Ash Wednesday is coming up on February 14 (Coincidence? I think not!), and whether you grew up practicing the 40 days of Lent yourself, or your parents dragged you through every week of Stations of the Cross, it's a bit of a different ball game when you start college. Being a freshman in college — for me, and I'm sure many, many other religious people — is a balance between having a faith that is learned from your family and a faith that is diligently and honestly your own. Growing up in a practicing Catholic family — or any other denomination, really — sometimes the line between the two is a bit blurred.
It isn't news that college is a new territory of creating your own structured schedule — what time you go to class, if you go to class, when you eat and sleep and go out, if you go to church every Sunday — and the extent in which you depend on your family's structure and schedule isn't that obvious until you wake up on a Sunday morning and really don't want to get up.
And sure, it is a bit of a given that maybe the first year of college, things may have gotten a bit... lenient. There's a learning curve, right?
College is messy, busy and chaotic. My room is a mess, my hair is a mess, and on the worst of days I have to choose between taking a nap or taking a shower. It's so easy to get caught in this routine of worrying and studying and forgetting to eat. It only seems to be rock bottom when I find myself skipping biology lectures to attend my chemistry SI sessions.
And when it comes the time to seek comfort and peace at the end of the day, it becomes so much easier to simply check Instagram or binge Netflix instead of finding time for simple silence. Just one more episode of "New Girl," or one more scroll through my Twitter feed, one more personality quiz to see what my spirit dog is. It is a cycle of consuming and consuming — textbook readings, technology, vine compilations — and at the end of the day, I still find myself completely exhausted. Why am I still surprised?
What is really so beautiful about the 40 days of Lent is that it's actually kind of perfect for the college season.

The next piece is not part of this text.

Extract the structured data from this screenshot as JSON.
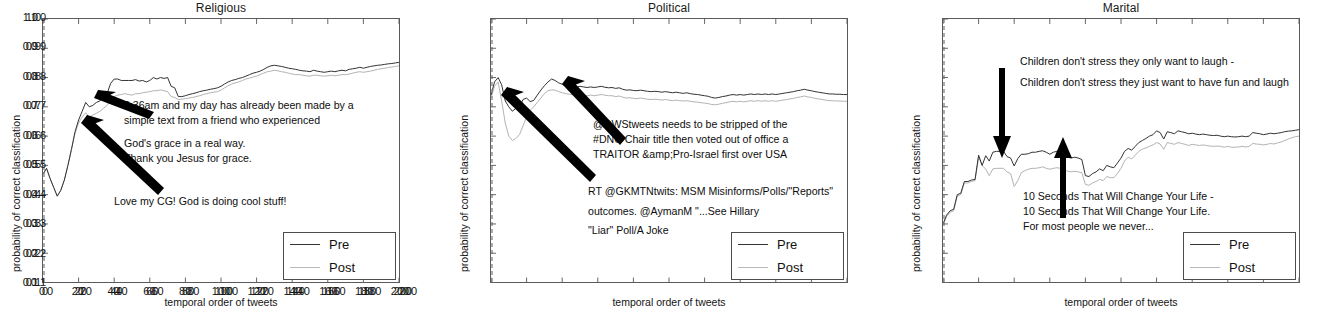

Lent is and always has been a season of reflection and preparation - a somber time to take a breath and reset what really matters. Reflecting what is truly important in our lives, and preparing ourselves for Easter. It's a time to slow down, look at ourselves, and breathe.
Every day, especially in college, is a series of "getting things done." We finish one exam or project and immediately start on another. There is a constant "one more, and then I'll be done," whether it be homework assignments, Hulu episodes or naps. There is no time for to stop because there are deadlines.
Lent, here, is a checkpoint.
It's a retreat. It's some 40 days to escape into the desert, to challenge and discipline and recenter. Lent is a reflection of authenticity, of sacrifice, of the base of what faith is. It is a time to go deeper than the pretentiousness and superficiality of what has become so popularized in this culture of face value and to return to the barest bone of what Christianity is. It is a call back to what truly matters, anticipating the celebration of the highest act of love, that started and ended it all, Easter.
What you choose to do throughout Lent — whether you fast, give something up, or try to do something a little more these 40 days — is up to you, but if you're anything like me, it's a time to really reevaluate.
Reevaluate what really matters in our day-to-day lives. To stop this routine of "getting things done" and ask ourselves: Why is this not working? What am I so tired?
It is time to stop being physically, mentally, and spiritually exhausted.
None of us are perfect, and I'm sure no one's Lent will be either, but do not be discouraged by the popularized futility of resolutions. Mistakes and misunderstanding, being busy and being forgetful, being prone to laziness and temptation, it is nothing that has not been before.
The significance of Lent is not for picture-perfect, filter worthy Instagram posts, or to enhance your VSCO theme. It is about empathy. It is about reflection. It is about humanity and reverence, because it isn't by ourselves that we can get through these 40 days, but by grace alone.
I encourage you, readers, to bear with me on these imperfect journeys of learning and preparing to be better, do better, and try again. To listen more than we speak. To create more than we consume. To appreciate the silence, the peace, and the simplicity of what really matters.
Because in the end, that's all there is.